The RTAI real-time Linux extension is now supported by LTT. This means that you can trace RTAI's behavior and view the corresponding graphs with LTT. To see what it can do, take a look at the screen-shots section to view some sample graphs.

To use LTT with RTAI you will require version 1.3 or RTAI, or later and LTT version 0.9.3 or 0.9.4 (see the downloads section to get the latest). As LTT patches for RTAI require a certain effort to generate, not all version of LTT support RTAI. Check the "Patches" directory in the LTT distribution to see if RTAI is supported and which version is supported.

Adding support for RTAI has been made possible through the generalization of the way LTT deals with traces.

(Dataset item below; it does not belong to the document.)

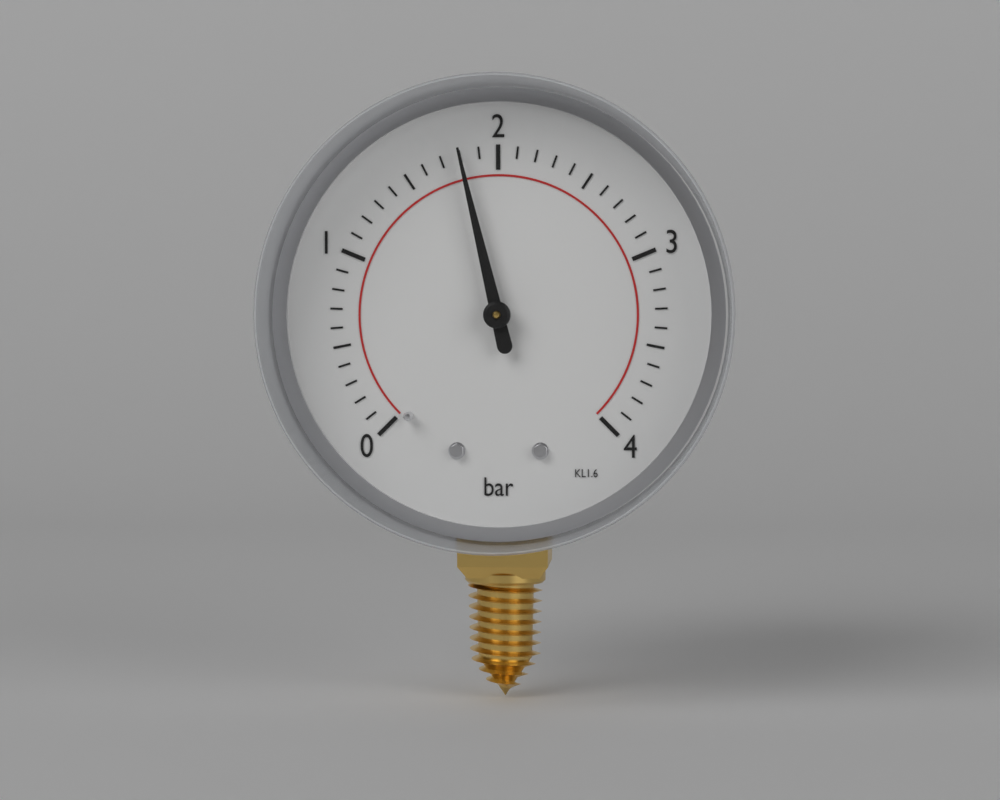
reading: 1.8 bar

See the news section for more details (30/08/2000).


DProbes:

You can now use IBM's DProbes with LTT to provide a universal (dynamic) tracing capability for Linux. It is universal because it provides a common tracing mechanism for all executable whether in user or kernel space. It is dynamic because tracepoints are defined and applied dynamically to object modules as probepoints using DProbes - no source code modification is required.

To use dyamic trace you will require version 1.2 of DProbes, or later and LTT version 0.9.4pre4 or later (see the downloads section to get the latest). The DProbes kernel patch will need to be compiled with correct configuration options to enable it to work with LTT. See the respective installation instructions in each package for more details.

To provide this capability, LTT now enables programmers to dynamically create new types of events and log those events as part of the standard trace. See the news sections for more details (24/11/2000).